Another week is gone. We have started taking notice of the passage of time by writing some options. As said before, there are several ways to
incorporate the use of options along with algorithmic trading.
Some of these possible ways are the following:
- "
Anticipation of players" at a given price level (in his case we would short options with strike equal to the desired price). This can make sense for instruments that can be considered near the extreme of range. In case of instruments with drift, we would preferably use only PUTs (in case of positive drift) and preferably at low prices.
- "
Covered PUTs or CALLs", depending on the position taken by the algorithmic engine. With drifting instrument we would preferably use only option possibly resulting (on assignment) in a position along the drift.
- "
Protective options". In this case we would preferably create an option "collar", by selling ATM option and buying OTM farther options, in such a way to completely cover the decay of the long options.
Clearly, more ideas are possible and with practice one can become pretty good at creating useful configurations.
Our situation in the meantime is pretty fine. The only note still out of tune is
SCO, but sooner or later those sell players will close too.
CL has closed practically all buy players, which means that even if it goes down again to very low price, it won't be able to create any fatal damage to our account.
NG is still going down and currently it represents (apart the anomaly of SCO) the maximum load we have currently open.
We have been steadily increasing our
G-L (gain - loss, currently around
480K) with a
rate of about 7%, which is not bad considering that the simultaneous drop of crude oil and market indexes, aggravated by the SCO position has forced us to dampen drastically its rate of grow.
Apart the disfunction with SCO, which, as we have noted, has caused an excessive peak, in abstract terms the PNL curve is pretty
typical:
We have in essence a
drift which underlies the
PNL curve and a number of fluctuations caused by the
natural volatility of the mkt. Clearly, the extensions of these fluctuations also depend on the max position that we allow on our layers. In time, the
statistical drift will pull the PNL curve higher and higher, so that, after a while, the PNL fluctuations should not be able to drag the PNL curve "underwater" anymore.
It may also be interesting to note what are the
components which essentially create the drift:
- Continued scalping action
- Hedging orders (stops) recover mechanism ("player superposition")
- Contango and backwardation recovery mechanism
- Decay of the leveraged ETFs
- Time decay of possible options
The PNL "drift" is represented by the
slope of the G-L curve (dotted green in our picture), which can also be interpreted as our current maximum potential profit:
PNL = (G-L) + Unrealized
The "unrealized" is obviously the one causing the fluctuations in the PNL curve.
This dynamic is pretty typical in
real trading. There are contexts where you are also presented with PNL curves going "straight up", but these are normally outputs of
curve-fitted backtests, where obviously the computer has adapted the entries to
given known tickdata to create that specific shape.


= REQUIRED WORK =
Output the listing below verbatim, without images.

= RECORD SET =
######
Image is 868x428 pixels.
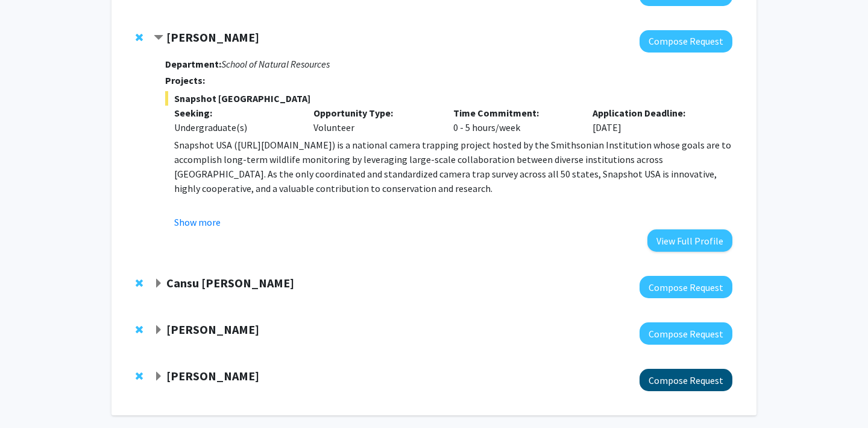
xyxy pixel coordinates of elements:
[136,325,143,334] span: Remove Rachel Doe from bookmarks
[640,368,732,391] button: Compose Request to Mickey Rourke
[640,322,732,345] button: Compose Request to Rachel Doe
[313,105,435,120] p: Opportunity Type:
[167,321,259,336] strong: [PERSON_NAME]
[444,105,583,134] div: 0 - 5 hours/week
[165,74,205,86] strong: Projects:
[640,30,732,53] button: Compose Request to Christine Brodsky
[136,371,143,381] span: Remove Mickey Rourke from bookmarks
[165,58,221,70] strong: Department:
[154,34,163,43] span: Contract Christine Brodsky Bookmark
[154,325,163,335] span: Expand Rachel Doe Bookmark
[136,278,143,287] span: Remove Cansu Agca from bookmarks
[154,278,163,288] span: Expand Cansu Agca Bookmark
[593,105,714,120] p: Application Deadline:
[221,58,330,70] i: School of Natural Resources
[9,374,52,419] iframe: Chat
[167,368,259,383] strong: [PERSON_NAME]
[174,215,220,229] button: Show more
[647,229,732,251] button: View Full Profile
[304,105,444,134] div: Volunteer
[167,30,259,44] strong: [PERSON_NAME]
[136,33,143,43] span: Remove Christine Brodsky from bookmarks
[453,105,575,120] p: Time Commitment:
[583,105,723,134] div: [DATE]
[154,372,163,381] span: Expand Mickey Rourke Bookmark
[174,120,296,134] div: Undergraduate(s)
[167,275,294,290] strong: Cansu [PERSON_NAME]
[174,138,732,195] p: Snapshot USA ([URL][DOMAIN_NAME]) is a national camera trapping project hosted by the Smithsonian...
[640,276,732,298] button: Compose Request to Cansu Agca
[165,91,732,105] span: Snapshot [GEOGRAPHIC_DATA]
[174,105,296,120] p: Seeking:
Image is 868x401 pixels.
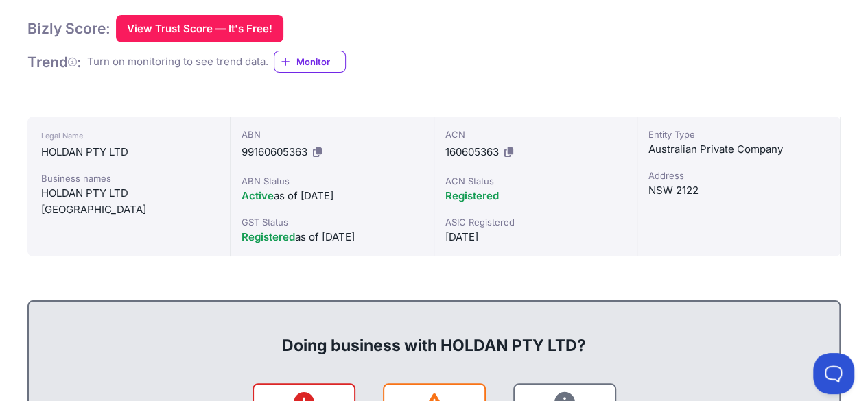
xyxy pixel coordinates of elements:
[41,171,216,185] div: Business names
[445,190,499,202] span: Registered
[445,229,625,245] div: [DATE]
[241,190,274,202] span: Active
[241,215,422,229] div: GST Status
[87,54,268,70] div: Turn on monitoring to see trend data.
[241,128,422,141] div: ABN
[274,51,346,73] a: Monitor
[445,145,499,159] span: 160605363
[27,53,82,71] h1: Trend :
[241,230,295,243] span: Registered
[241,229,422,245] div: as of [DATE]
[445,174,625,188] div: ACN Status
[445,128,625,141] div: ACN
[648,183,829,199] div: NSW 2122
[241,145,307,159] span: 99160605363
[813,353,854,394] iframe: Toggle Customer Support
[41,185,216,202] div: HOLDAN PTY LTD
[41,144,216,161] div: HOLDAN PTY LTD
[648,141,829,158] div: Australian Private Company
[42,313,825,357] div: Doing business with HOLDAN PTY LTD?
[648,168,829,183] div: Address
[41,202,216,218] div: [GEOGRAPHIC_DATA]
[648,128,829,141] div: Entity Type
[27,19,111,38] h1: Bizly Score:
[116,15,283,42] button: View Trust Score — It's Free!
[241,174,422,188] div: ABN Status
[296,55,345,68] span: Monitor
[241,188,422,204] div: as of [DATE]
[445,215,625,229] div: ASIC Registered
[41,128,216,144] div: Legal Name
######
= THE ANSWER =
Image is 868x428 pixels.
xyxy pixel coordinates of elements:
[136,325,143,334] span: Remove Rachel Doe from bookmarks
[640,368,732,391] button: Compose Request to Mickey Rourke
[640,322,732,345] button: Compose Request to Rachel Doe
[313,105,435,120] p: Opportunity Type:
[167,321,259,336] strong: [PERSON_NAME]
[444,105,583,134] div: 0 - 5 hours/week
[165,74,205,86] strong: Projects:
[640,30,732,53] button: Compose Request to Christine Brodsky
[136,371,143,381] span: Remove Mickey Rourke from bookmarks
[165,58,221,70] strong: Department:
[154,34,163,43] span: Contract Christine Brodsky Bookmark
[154,325,163,335] span: Expand Rachel Doe Bookmark
[136,278,143,287] span: Remove Cansu Agca from bookmarks
[154,278,163,288] span: Expand Cansu Agca Bookmark
[593,105,714,120] p: Application Deadline:
[221,58,330,70] i: School of Natural Resources
[9,374,52,419] iframe: Chat
[167,368,259,383] strong: [PERSON_NAME]
[174,215,220,229] button: Show more
[647,229,732,251] button: View Full Profile
[304,105,444,134] div: Volunteer
[167,30,259,44] strong: [PERSON_NAME]
[136,33,143,43] span: Remove Christine Brodsky from bookmarks
[453,105,575,120] p: Time Commitment:
[583,105,723,134] div: [DATE]
[154,372,163,381] span: Expand Mickey Rourke Bookmark
[174,120,296,134] div: Undergraduate(s)
[167,275,294,290] strong: Cansu [PERSON_NAME]
[174,138,732,195] p: Snapshot USA ([URL][DOMAIN_NAME]) is a national camera trapping project hosted by the Smithsonian...
[640,276,732,298] button: Compose Request to Cansu Agca
[165,91,732,105] span: Snapshot [GEOGRAPHIC_DATA]
[174,105,296,120] p: Seeking:
Image is 868x401 pixels.
xyxy pixel coordinates of elements:
[41,171,216,185] div: Business names
[445,190,499,202] span: Registered
[445,229,625,245] div: [DATE]
[241,190,274,202] span: Active
[241,215,422,229] div: GST Status
[87,54,268,70] div: Turn on monitoring to see trend data.
[241,128,422,141] div: ABN
[274,51,346,73] a: Monitor
[445,145,499,159] span: 160605363
[27,53,82,71] h1: Trend :
[241,230,295,243] span: Registered
[241,229,422,245] div: as of [DATE]
[445,174,625,188] div: ACN Status
[445,128,625,141] div: ACN
[648,183,829,199] div: NSW 2122
[241,145,307,159] span: 99160605363
[813,353,854,394] iframe: Toggle Customer Support
[41,185,216,202] div: HOLDAN PTY LTD
[41,144,216,161] div: HOLDAN PTY LTD
[648,141,829,158] div: Australian Private Company
[42,313,825,357] div: Doing business with HOLDAN PTY LTD?
[648,168,829,183] div: Address
[41,202,216,218] div: [GEOGRAPHIC_DATA]
[648,128,829,141] div: Entity Type
[27,19,111,38] h1: Bizly Score:
[116,15,283,42] button: View Trust Score — It's Free!
[241,174,422,188] div: ABN Status
[296,55,345,68] span: Monitor
[241,188,422,204] div: as of [DATE]
[445,215,625,229] div: ASIC Registered
[41,128,216,144] div: Legal Name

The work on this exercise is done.